Is My Elm Dying? A Differential Diagnosis Guide

A wilting, yellowing elm is not necessarily a Dutch Elm Disease case. At least six other conditions produce strikingly similar symptoms, and treating an elm for the wrong problem wastes money and may make things worse. This guide walks through how to distinguish Dutch Elm Disease from its common lookalikes.

When in doubt, get a professional diagnosis

Before reading further: if your elm is showing serious decline, get a certified arborist or your state extension service to inspect it. Visual symptom matching is the starting point, not the finish line. Lab confirmation through wood sample culture or PCR is the only definitive way to confirm Dutch Elm Disease. See Who Should I Contact if I See Dutch Elm Disease?.

The six conditions that mimic Dutch Elm Disease

Condition Quick distinguishing feature
Elm yellows Whole-tree yellowing all at once; wintergreen smell from inner bark
Verticillium wilt Olive-green to greenish vascular streaking; affects many tree species, not just elms
Bacterial leaf scorch Marginal leaf browning with yellow halo; chronic, slow decline over years
Elm anthracnose Black spots and blotches on leaves; worst in cool wet springs
Drought stress Whole-tree symptoms tied to weather; vascular tissue is clean
Herbicide injury Twisted, cupped, or strap-shaped leaves; pattern matches recent application

For an interactive walkthrough, try the Dutch Elm Disease Symptom Checker.

What Dutch Elm Disease actually looks like

Classic DED symptoms (revisit What Are the Symptoms of Dutch Elm Disease?):

  • Flagging: a single branch or section of canopy wilts and yellows while the rest of the tree appears healthy
  • Vascular streaking: when bark is peeled back from a wilting branch, chocolate-brown to black streaks are visible in the outermost wood (current year's xylem)
  • Branch-by-branch progression: symptoms march from the initial branch outward over weeks to months
  • Beetle galleries: small (1–3mm) round exit holes in bark, with characteristic radiating gallery patterns underneath
  • Timing: symptoms typically first visible from late spring through midsummer

What DED does not look like:

  • Whole-tree symptoms appearing simultaneously (that's elm yellows, drought, or root damage)
  • Leaf-edge browning with green centers (bacterial leaf scorch)
  • Black spots on leaves (anthracnose)
  • Twisted or cupped leaves (herbicide injury)
  • Olive-green vascular discoloration (Verticillium wilt)

Quick differential matrix

Symptom DED Elm yellows Verticillium Leaf scorch Anthracnose Drought Herbicide
Flagging (single branch) ✓✓✓ partial
Whole-tree symptoms rare ✓✓✓ ✓ (leaves) ✓✓✓
Brown vascular streaking ✓✓✓ olive
Marginal leaf browning ✓✓✓
Leaf spots/blotches ✓✓✓
Twisted/cupped leaves ✓✓✓
Wintergreen smell (bark) ✓✓✓
Beetle exit holes
Affects non-elm trees ✓✓✓

When to test

Lab confirmation is worth the cost when:

  • You're considering expensive fungicide treatment ($500–2000+) on an individual high-value tree
  • The diagnosis affects whether to remove a tree
  • The case is the first suspected DED in your immediate area
  • Insurance, legal, or municipal disputes depend on confirmation
  • Symptoms are atypical or overlap with multiple conditions

Sample collection: cut a wilting branch (1–2 inches diameter), keep it cool and damp, and ship within 48 hours to your state plant diagnostic lab. Most universities run these labs — costs typically $20–50 per sample.

Cluster pages

References

  • Sinclair, W. A., & Lyon, H. H. (2005). Diseases of Trees and Shrubs (2nd ed.). Cornell University Press.
  • Stipes, R. J., & Campana, R. J. (Eds.) (1981). Compendium of Elm Diseases. American Phytopathological Society.
  • USDA Forest Service. How to identify and manage Dutch elm disease (NA-PR-07-98).
  • Gould, A. B., & Lashomb, J. H. (2007). "Bacterial leaf scorch of shade trees." APSnet Features. American Phytopathological Society.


* _Problem to solve_:
Drop all pictures and repeat exactly the lines from the line holding "Find the location of a particular element." through the end of the records.

=-=-=

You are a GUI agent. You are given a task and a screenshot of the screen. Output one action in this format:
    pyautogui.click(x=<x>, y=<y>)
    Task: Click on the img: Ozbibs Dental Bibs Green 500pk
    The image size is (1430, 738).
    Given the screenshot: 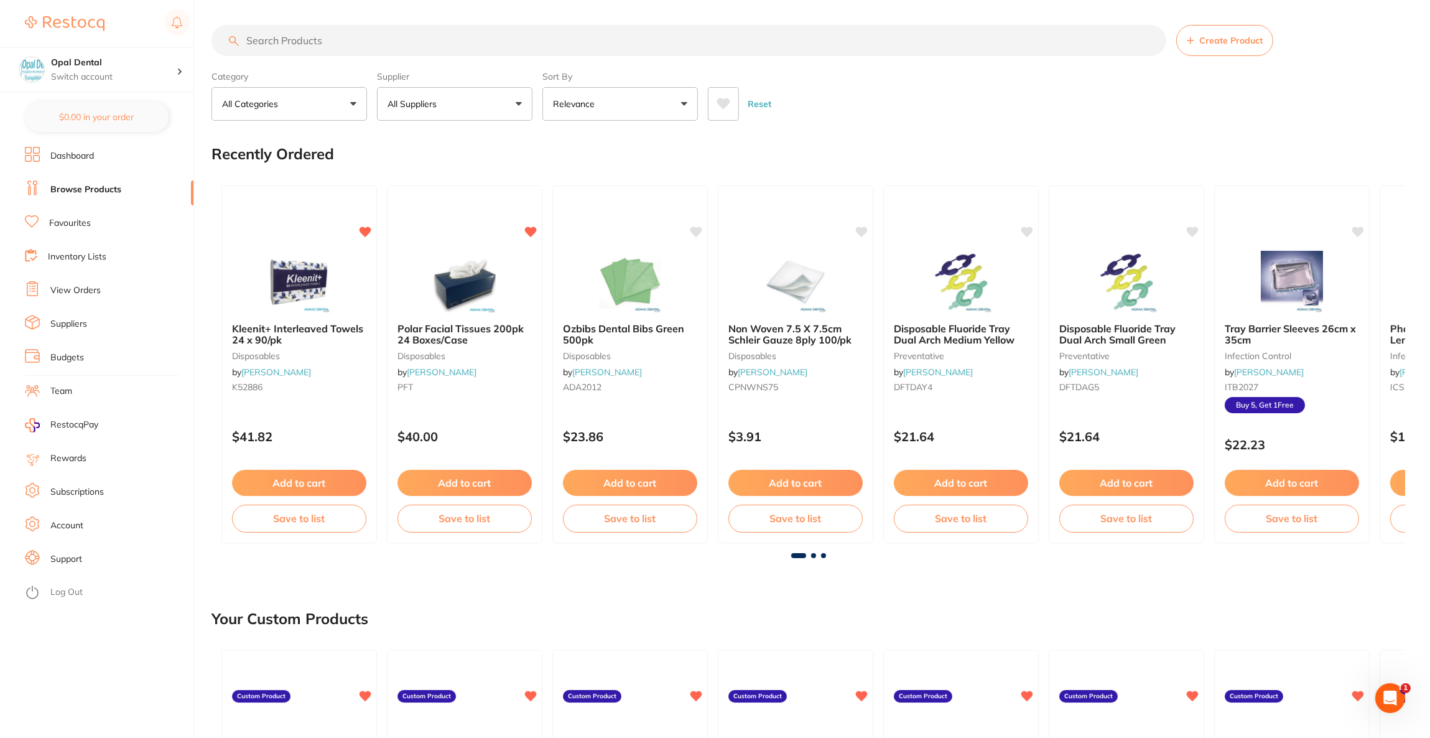 What is the action you would take?
    pyautogui.click(x=630, y=282)
    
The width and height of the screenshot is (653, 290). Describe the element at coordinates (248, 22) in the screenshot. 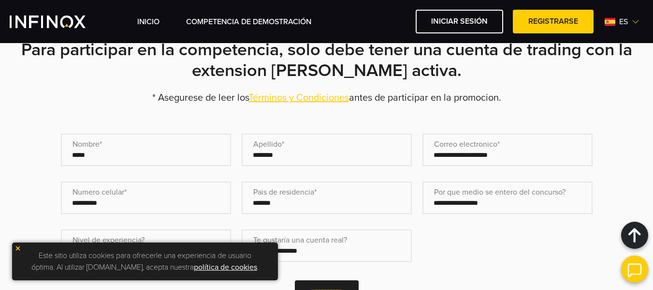

I see `a: Competencia de Demostración` at that location.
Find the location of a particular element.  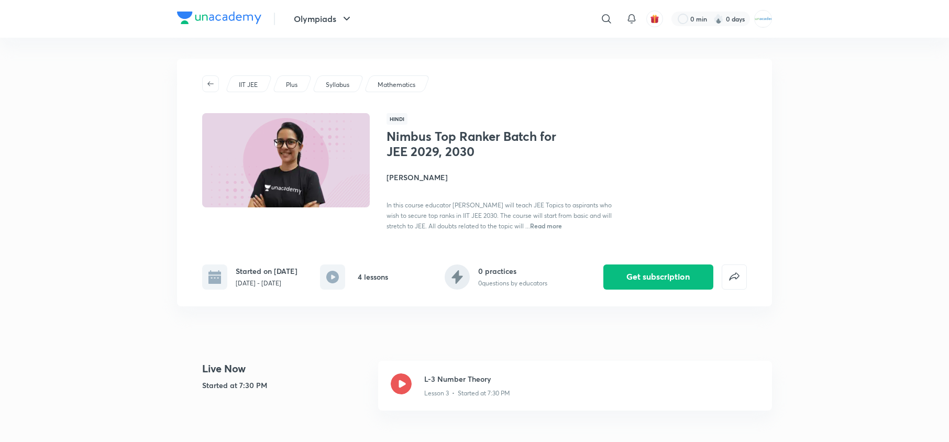

h5: Started at 7:30 PM is located at coordinates (286, 385).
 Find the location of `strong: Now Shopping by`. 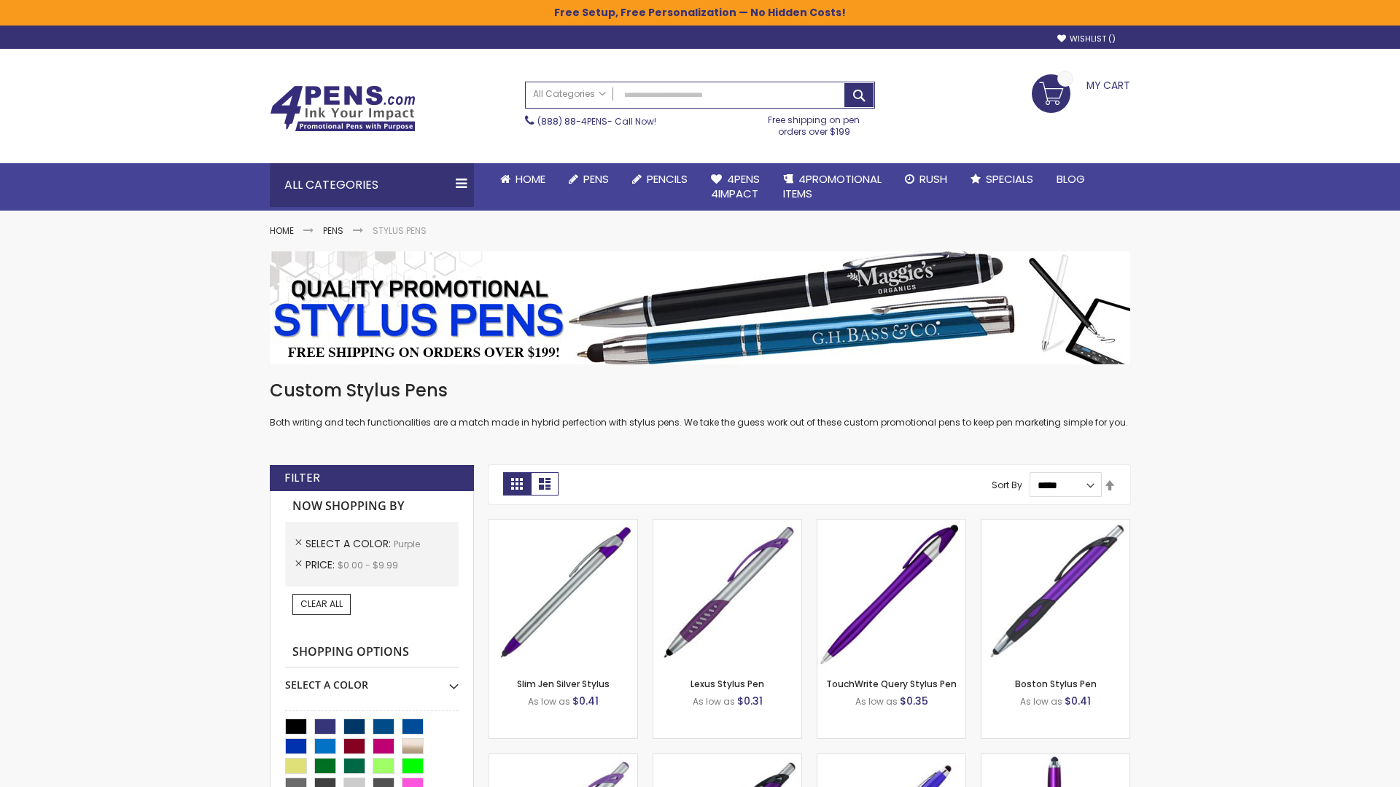

strong: Now Shopping by is located at coordinates (372, 507).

=-=-=

* _Response for this exercise_:
Find the location of a particular element.  

h5: Started at 7:30 PM is located at coordinates (286, 385).
 Find the location of `strong: Now Shopping by`. 

strong: Now Shopping by is located at coordinates (372, 507).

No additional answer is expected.